Sunday, February 6, 2011

Arabic Coffee


After I read the poem Arabic Coffee, by Naomi Shihab Nye I was compelled to Google the phrase how to prepare Arabic coffee, and I was directed to a page that described in elaborate detail what the process is to make Arabic coffee, as Nye did in her poem from the beginning of the second stanza until the conclusion of the poem.I believe that Nye used her poem Arabic coffee so show that there is a commonality between the American and the Arabic Cultures, although after 9/11 some Americans adopted an ethnocentric attitude towards the Arabians; believing that the American culture is better than the Arabian culture.

The poem is clandestinely using the preparation and serving of Arabic coffee as a way to rhetorically juxtapose that idea that spending time with family is known universally to man.

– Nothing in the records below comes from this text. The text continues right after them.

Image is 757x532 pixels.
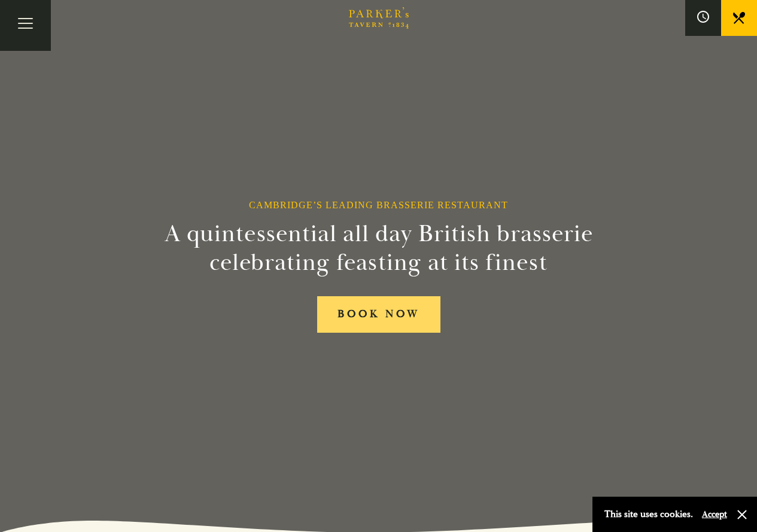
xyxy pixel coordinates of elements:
[249,199,508,211] h1: Cambridge’s Leading Brasserie Restaurant
[317,296,441,333] a: BOOK NOW
[736,509,748,520] button: Close and accept
[106,219,651,277] h2: A quintessential all day British brasserie celebrating feasting at its finest
[604,506,693,523] p: This site uses cookies.
[702,509,727,520] button: Accept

This is a reoccurring theme in, Father and The Figtree, The Words under the Words, My Grandmother in the Stars.

In the first stanza she is dictating to her father how to make the coffee so that the audience is aware of the process as well. She is also demanding that he tells her more family stories as he has done so throughout the years. The family must gather together and drink coffee to talk about things. Ending that stanza stating, how luck lives in a spot of grounds, Arabic coffee must be one thing that completes her being.
In the second stanza there was a line that captured my attention it says, No sugar in his pot. I believe that sentence has a deeper meaning. I believe that she is capturing her father as a strong man, stating that he is not sweet.

Her poem signifies not only the glorification of a strong familial bond, she also is stressing that Americans should throw their ethnocentric ideas out the door.